🇮🇩 For founders in Indonesia
Indonesia's software, design, and services talent increasingly sells to American and global clients, and many founders in Jakarta, Bandung, and Bali reach a point where a local PT (or working as a sole proprietor) stops being enough. Buyers in the United States often want to pay a company registered there, prefer American invoices and a local business account, and some marketplaces, payment processors, and SaaS vendors only onboard American entities. A US LLC or C-Corp closes that gap without you leaving Indonesia.
A US entity gives you an EIN, a US business account through our licensed partner, and clean USD invoicing: the setup investors and payment processors expect.
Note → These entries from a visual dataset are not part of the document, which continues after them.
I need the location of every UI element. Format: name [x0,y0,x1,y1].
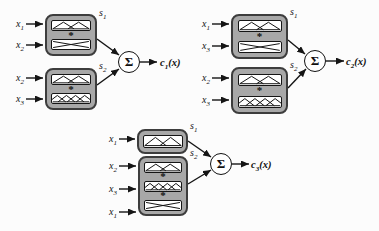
membership-functions-icon [144,136,182,147]
block-label-s1: s1 [190,120,197,132]
output-label-c2: c2(x) [346,55,366,68]
membership-strip [51,39,91,50]
input-label-x3: x3 [194,40,210,52]
membership-functions-icon [239,42,281,52]
product-operator: * [257,88,263,93]
membership-strip [143,135,183,148]
rule-block-s2: * * [138,156,188,216]
fuzzy-basis-function-figure: x1 x2 x2 x3 * s1 * s2 Σ c1(x) x1 x3 x2 x… [0,0,379,231]
sum-node: Σ [118,51,140,73]
rule-block-s1: * [45,14,97,56]
input-label-x3: x3 [194,94,210,106]
input-label-x3: x3 [101,183,117,195]
membership-strip [238,96,282,108]
input-label-x1: x1 [194,18,210,30]
product-operator: * [68,33,74,38]
rule-block-s2: * [45,68,97,110]
membership-functions-icon [239,97,281,107]
input-label-x2: x2 [8,72,24,84]
sigma-icon: Σ [311,53,320,69]
block-label-s2: s2 [190,147,197,159]
output-label-c3: c3(x) [251,158,271,171]
product-operator: * [160,174,166,179]
rule-block-s1: * [231,14,288,59]
product-operator: * [257,34,263,39]
block-label-s1: s1 [290,6,297,18]
input-label-x1: x1 [101,133,117,145]
membership-strip [144,200,182,211]
sigma-icon: Σ [125,54,134,70]
membership-strip [238,41,282,53]
block-label-s1: s1 [99,7,106,19]
input-label-x1: x1 [8,18,24,30]
input-label-x3: x3 [8,93,24,105]
membership-strip [51,93,91,104]
product-operator: * [160,193,166,198]
output-label-c1: c1(x) [160,56,180,69]
input-label-x2: x2 [101,160,117,172]
sum-node: Σ [304,50,326,72]
membership-functions-icon [239,75,281,85]
input-label-x1: x1 [101,206,117,218]
product-operator: * [68,87,74,92]
block-label-s2: s2 [99,60,106,72]
input-label-x2: x2 [194,72,210,84]
membership-functions-icon [52,40,90,49]
sum-node: Σ [210,153,232,175]
input-label-x2: x2 [8,39,24,51]
membership-functions-icon [145,201,181,210]
rule-block-s2: * [231,67,288,114]
rule-block-s1 [137,129,188,154]
membership-functions-icon [52,94,90,103]
sigma-icon: Σ [217,156,226,172]
block-label-s2: s2 [290,59,297,71]
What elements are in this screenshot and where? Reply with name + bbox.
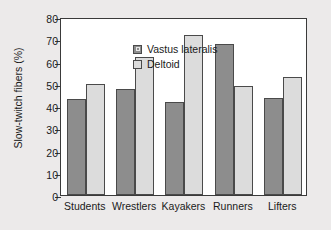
y-axis-tick-label: 50: [46, 79, 58, 93]
bar: [116, 89, 135, 195]
chart-figure: Slow-twitch fibers (%) 01020304050607080…: [0, 0, 331, 230]
x-axis-label: Lifters: [258, 200, 307, 212]
bar: [86, 84, 105, 195]
bar-group: [259, 19, 308, 195]
y-axis-tick-label: 60: [46, 57, 58, 71]
bar: [215, 44, 234, 195]
y-axis-tick-label: 70: [46, 34, 58, 48]
chart-legend: Vastus lateralisDeltoid: [133, 43, 217, 70]
y-axis-title-label: Slow-twitch fibers (%): [12, 48, 24, 149]
bar: [135, 57, 154, 195]
y-axis-tick-label: 40: [46, 101, 58, 115]
legend-item: Deltoid: [133, 58, 217, 70]
x-axis-label: Wrestlers: [109, 200, 158, 212]
legend-swatch: [133, 60, 142, 69]
y-axis-tick-label: 10: [46, 168, 58, 182]
x-axis-label: Students: [60, 200, 109, 212]
bar: [234, 86, 253, 195]
legend-item: Vastus lateralis: [133, 43, 217, 55]
bar: [264, 98, 283, 195]
legend-label: Vastus lateralis: [147, 43, 217, 55]
bar: [283, 77, 302, 195]
bar: [165, 102, 184, 195]
legend-swatch: [133, 45, 142, 54]
bar-group: [61, 19, 110, 195]
y-axis-tick-label: 30: [46, 123, 58, 137]
plot-area: 01020304050607080 Vastus lateralisDeltoi…: [60, 18, 307, 196]
x-axis-label: Runners: [208, 200, 257, 212]
y-axis-tick-label: 0: [52, 190, 58, 204]
bar: [67, 99, 86, 195]
y-axis-tick-label: 80: [46, 12, 58, 26]
legend-label: Deltoid: [147, 58, 180, 70]
x-axis-label: Kayakers: [159, 200, 208, 212]
y-axis-title: Slow-twitch fibers (%): [9, 0, 27, 196]
y-axis-tick-label: 20: [46, 146, 58, 160]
A Delaware C-Corp is the standard if you plan to raise from American venture funds; a single-member LLC is simpler and, for a non-US owner with no operations in the United States, is generally disregarded for US federal tax and files an informational return rather than paying corporate tax there, though Indonesia may treat the LLC differently. Which is right depends on your fundraising and product plans, so confirm with a cross-border accountant.
Forming the company is the easy part. The parts that actually trip up Indonesian founders are how the United States taxes your income, how you legally bring USD earnings back to Indonesia under Bank Indonesia rules, and how your Indonesian personal tax works. That is what this page covers.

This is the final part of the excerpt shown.